Attention alone is permutation-equivariant with respect to the input tokens. In plain language, if you only apply attention to the same set of token vectors without adding position, the model does not inherently know which token came first.

That is why transformers add positional information, such as learned position embeddings or positional encodings. Without that extra signal, order-sensitive tasks like language would be much harder to model correctly.

Common mistakes about transformer architecture

Thinking attention is the whole transformer

It is the central idea, but the architecture also depends on feedforward layers, residual paths, normalization, and positional information.

Mixing up self-attention and cross-attention

In self-attention, QQ, KK, and VV come from the same sequence. In cross-attention, they do not all come from the same source.

Forgetting the role of masking

Decoder-only language models need causal masking during training and inference so a token cannot attend to future tokens.

Treating attention weights as a complete explanation

Attention weights can be informative, but they are not a full proof of model reasoning. The final behavior also depends on value vectors, later layers, and nonlinear transformations.

When transformer models are used

Transformers are widely used in language modeling, translation, summarization, code generation, speech, and many vision tasks. They work especially well when relationships across a sequence or set matter more than purely local patterns.

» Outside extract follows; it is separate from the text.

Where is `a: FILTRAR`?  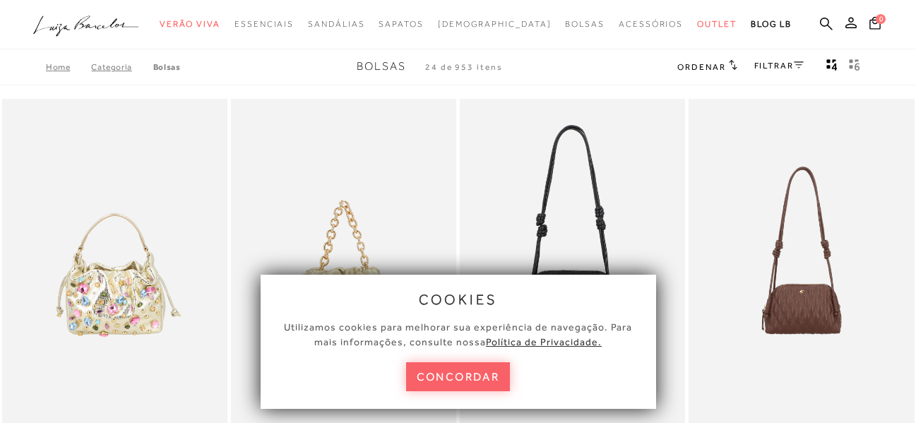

They are not magic for every setting. For very small datasets, strict real-time constraints, or problems where local inductive structure matters most, another architecture can still be a better fit.

Try a similar problem

Take a three-word phrase and focus on one word. Decide which of the other words should get high attention weight and why, then sketch a tiny query-key-value example to match that intuition.

If you want to go one step further, compute one small attention output by hand. That is usually the fastest route from "I know the formula" to "I understand what the architecture is doing."